“What’s the point of having cake if you can’t eat it.”
– Martin Hart, True Detective, Season 1.
At the time of this writing, Ethereum’s Shanghai – Capella upgrade is only hours away. Meaning, the 14% of ETH that’s been locked up for the last two years under Ethereum 2.0 will soon be free as birds.
Enter liquidity staking, which hit Cryptoville in 2020 and 2021. The free market invented liquid staking in direct response to ETH 2.0’s indefinite lockup period. A lot of economic value was getting locked away, and the free market wasn’t cool with it staying illiquid.
Liquid staking is an interesting crypto sub-industry, and one I believe will only continue to grow. This article explores the Ethereum-based liquid staking ecosystem, specifically:
- The key players;
- What is liquid staking, where the value comes from, what are the benefits and risks;
- the three prominent Ethereum liquid staking protocols: Lido, Rocket Pool, and Frax Finance.
Let’s dive in.
Overview of the DeFi Liquid Staking Ecosystem
Looking down at the DeFi liquid staking ecosystem at an altitude of 50,000 feet, the main components are the following:
- Liquid Staking Protocols: dApps that receive and stake users’ assets to proof-of-stake networks. These dApps issue back to users liquid staking derivatives, in proportion to the amount of assets received. These dApps ensure users’ staking rewards are accounted for and release the staked assets back to users when the derivatives are returned.
- Liquid Staking Derivatives: Tokenized receipts of the staked assets. These receipts represent users’ shares of the staked assets and accrued rewards. The free market typically values these derivatives equal to that of the underlying assets. Thus, these derivatives are “liquid”. Users can deploy them across DeFi for trading, lending, collateral, staking, and in liquidity pools.
- Protocol DAOs and Tokens: Most of these protocols are governed by decentralized autonomous organizations (DAOs). DAOs typically use direct-democracy voting via governance tokens. The free market determines the value of these tokens.
- Related Third-Party dApps: Any other third-party DeFi dApp that offers a product or service associated with the liquid staking derivative. Typical examples would be DEXs, lending and borrowing protocols, and staking or aggregator protocols.
What is Liquid Staking
Liquid staking is the process of:
- Staking ones crypto-assets through a liquid staking protocol.
- Receiving liquid staking derivatives in return
- Using those derivatives in other DeFi applications
- All while still capturing the staking rewards of the underlying asset.
Let’s look at why these derivatives have economic value, and the benefits and risks of liquid staking.
Why Liquid Staking Derivatives = Economic Value
Liquid staking derivatives have economic value because the free market says so. But why would the free market say so? It’s actually very simple:
Note: Protocols only mint and distribute these derivatives in direct proportion to the amount of underlying crypto that they receive.
Benefits
Easy. You get your cake and can eat it too.
Liquid staking derivatives allow users to receive the staking rewards from their crypto assets, while simultaneously giving users the ability to use their…
David learned about bitcoin in 2015 and has closely followed the crypto industry since then.
His professional interests center around bitcoin, layer-one blockchain protocols, decentralized finance, and clean energy.
An attorney by trade, David has held licenses to practice law in the State of Hawaii and in US federal courts.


- _What is needed_
All records below are to be set down precisely as written, excluding pictures.
===============
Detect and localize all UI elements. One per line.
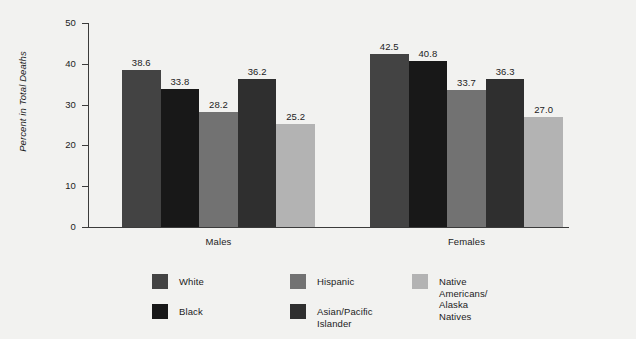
- bar: [524, 117, 563, 227]
- y-axis-tick-label: 10: [36, 181, 76, 191]
- bar: [276, 124, 315, 227]
- y-axis-tick: [82, 227, 89, 228]
- x-axis-line: [88, 227, 569, 228]
- legend-label: Black: [179, 306, 203, 318]
- x-axis-group-label: Males: [102, 236, 335, 247]
- legend-swatch-icon: [290, 304, 306, 319]
- y-axis-tick-label: 30: [36, 100, 76, 110]
- legend-label: White: [179, 276, 204, 288]
- bar: [447, 90, 486, 227]
- legend-swatch-icon: [412, 274, 428, 289]
- legend-swatch-icon: [152, 304, 168, 319]
- legend-label: Hispanic: [317, 276, 354, 288]
- bar-value-label: 36.3: [480, 66, 531, 77]
- y-axis-tick-label: 20: [36, 140, 76, 150]
- legend-swatch-icon: [152, 274, 168, 289]
- bar: [122, 70, 161, 227]
- bar-value-label: 33.8: [155, 76, 206, 87]
- bar-value-label: 36.2: [232, 66, 283, 77]
- bar-value-label: 40.8: [403, 48, 454, 59]
- bar-value-label: 27.0: [518, 104, 569, 115]
- bar-chart: Percent in Total Deaths 01020304050 38.6…: [0, 0, 636, 339]
- bar-value-label: 25.2: [270, 111, 321, 122]
- bar-value-label: 33.7: [441, 77, 492, 88]
- bar: [370, 54, 409, 227]
- legend-label: Asian/Pacific Islander: [317, 306, 373, 329]
- bar: [486, 79, 525, 227]
- y-axis-tick-label: 40: [36, 59, 76, 69]
- legend-swatch-icon: [290, 274, 306, 289]
- y-axis-title: Percent in Total Deaths: [17, 32, 28, 172]
- legend-label: Native Americans/ Alaska Natives: [439, 276, 488, 322]
- bar-value-label: 38.6: [116, 57, 167, 68]
- bar: [199, 112, 238, 227]
- y-axis-tick-label: 0: [36, 222, 76, 232]
- y-axis-tick-label: 50: [36, 18, 76, 28]
- x-axis-group-label: Females: [350, 236, 583, 247]
- bar-value-label: 28.2: [193, 99, 244, 110]
- chart-legend: WhiteBlackHispanicAsian/Pacific Islander…: [0, 270, 636, 330]
- plot-area: [88, 23, 568, 227]
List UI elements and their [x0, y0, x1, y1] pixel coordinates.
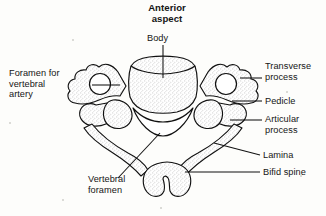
scan-speckle [160, 207, 162, 209]
scan-speckle [72, 39, 74, 41]
scan-speckle [62, 199, 64, 201]
scan-speckle [300, 175, 302, 177]
label-body: Body [147, 33, 168, 44]
label-articular-process: Articular process [265, 114, 299, 135]
pedicle-left [103, 100, 132, 129]
scan-speckle [286, 91, 288, 93]
figure-title: Anterior aspect [128, 3, 206, 25]
transverse-foramen-left [90, 74, 111, 95]
scan-speckle [9, 122, 11, 124]
label-pedicle: Pedicle [265, 96, 295, 107]
label-vertebral-foramen: Vertebral foramen [88, 174, 125, 195]
label-lamina: Lamina [263, 150, 293, 161]
leader-lamina [214, 143, 260, 155]
transverse-foramen-right [216, 74, 237, 95]
label-foramen-for-vertebral-artery: Foramen for vertebral artery [9, 68, 60, 100]
lamina-left [84, 124, 148, 176]
label-transverse-process: Transverse process [265, 61, 311, 82]
bifid-spine [143, 162, 191, 196]
lamina-right [178, 124, 242, 176]
pedicle-right [194, 100, 223, 129]
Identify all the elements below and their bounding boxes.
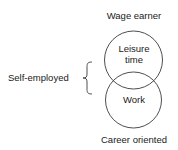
upper-circle-label: Leisure time: [110, 43, 158, 65]
venn-diagram: Wage earner Leisure time Work Self-emplo…: [0, 0, 178, 150]
top-label-wage-earner: Wage earner: [103, 10, 165, 21]
lower-circle-label: Work: [110, 94, 158, 105]
upper-circle-label-line-2: time: [110, 54, 158, 65]
side-label-self-employed: Self-employed: [8, 72, 69, 83]
curly-brace-icon: [83, 62, 92, 94]
upper-circle-label-line-1: Leisure: [110, 43, 158, 54]
bottom-label-career-oriented: Career oriented: [95, 134, 173, 145]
===============
- _Problem solution_
Detect and localize all UI elements. One per line.
- bar: [524, 117, 563, 227]
- y-axis-tick-label: 10: [36, 181, 76, 191]
- bar: [276, 124, 315, 227]
- y-axis-tick: [82, 227, 89, 228]
- x-axis-line: [88, 227, 569, 228]
- legend-label: Black: [179, 306, 203, 318]
- x-axis-group-label: Males: [102, 236, 335, 247]
- legend-swatch-icon: [290, 304, 306, 319]
- y-axis-tick-label: 30: [36, 100, 76, 110]
- legend-label: White: [179, 276, 204, 288]
- bar: [447, 90, 486, 227]
- legend-swatch-icon: [412, 274, 428, 289]
- legend-swatch-icon: [152, 304, 168, 319]
- legend-label: Hispanic: [317, 276, 354, 288]
- bar-value-label: 36.3: [480, 66, 531, 77]
- y-axis-tick-label: 20: [36, 140, 76, 150]
- legend-swatch-icon: [152, 274, 168, 289]
- bar: [122, 70, 161, 227]
- bar-value-label: 33.8: [155, 76, 206, 87]
- bar-value-label: 36.2: [232, 66, 283, 77]
- bar-value-label: 40.8: [403, 48, 454, 59]
- bar-value-label: 27.0: [518, 104, 569, 115]
- bar-chart: Percent in Total Deaths 01020304050 38.6…: [0, 0, 636, 339]
- bar-value-label: 25.2: [270, 111, 321, 122]
- bar-value-label: 33.7: [441, 77, 492, 88]
- bar: [370, 54, 409, 227]
- legend-label: Asian/Pacific Islander: [317, 306, 373, 329]
- bar: [486, 79, 525, 227]
- y-axis-tick-label: 40: [36, 59, 76, 69]
- legend-swatch-icon: [290, 274, 306, 289]
- y-axis-title: Percent in Total Deaths: [17, 32, 28, 172]
- legend-label: Native Americans/ Alaska Natives: [439, 276, 488, 322]
- bar-value-label: 38.6: [116, 57, 167, 68]
- bar: [199, 112, 238, 227]
- y-axis-tick-label: 0: [36, 222, 76, 232]
- y-axis-tick-label: 50: [36, 18, 76, 28]
- x-axis-group-label: Females: [350, 236, 583, 247]
- bar-value-label: 28.2: [193, 99, 244, 110]
- chart-legend: WhiteBlackHispanicAsian/Pacific Islander…: [0, 270, 636, 330]
- plot-area: [88, 23, 568, 227]
List UI elements and their [x0, y0, x1, y1] pixel coordinates.
scan-speckle [160, 207, 162, 209]
scan-speckle [72, 39, 74, 41]
scan-speckle [62, 199, 64, 201]
scan-speckle [300, 175, 302, 177]
label-body: Body [147, 33, 168, 44]
label-articular-process: Articular process [265, 114, 299, 135]
pedicle-left [103, 100, 132, 129]
scan-speckle [286, 91, 288, 93]
figure-title: Anterior aspect [128, 3, 206, 25]
transverse-foramen-left [90, 74, 111, 95]
scan-speckle [9, 122, 11, 124]
label-pedicle: Pedicle [265, 96, 295, 107]
label-vertebral-foramen: Vertebral foramen [88, 174, 125, 195]
label-lamina: Lamina [263, 150, 293, 161]
leader-lamina [214, 143, 260, 155]
transverse-foramen-right [216, 74, 237, 95]
label-foramen-for-vertebral-artery: Foramen for vertebral artery [9, 68, 60, 100]
lamina-left [84, 124, 148, 176]
label-transverse-process: Transverse process [265, 61, 311, 82]
bifid-spine [143, 162, 191, 196]
lamina-right [178, 124, 242, 176]
pedicle-right [194, 100, 223, 129]
Identify all the elements below and their bounding boxes.
upper-circle-label: Leisure time: [110, 43, 158, 65]
venn-diagram: Wage earner Leisure time Work Self-emplo…: [0, 0, 178, 150]
top-label-wage-earner: Wage earner: [103, 10, 165, 21]
lower-circle-label: Work: [110, 94, 158, 105]
upper-circle-label-line-2: time: [110, 54, 158, 65]
side-label-self-employed: Self-employed: [8, 72, 69, 83]
curly-brace-icon: [83, 62, 92, 94]
upper-circle-label-line-1: Leisure: [110, 43, 158, 54]
bottom-label-career-oriented: Career oriented: [95, 134, 173, 145]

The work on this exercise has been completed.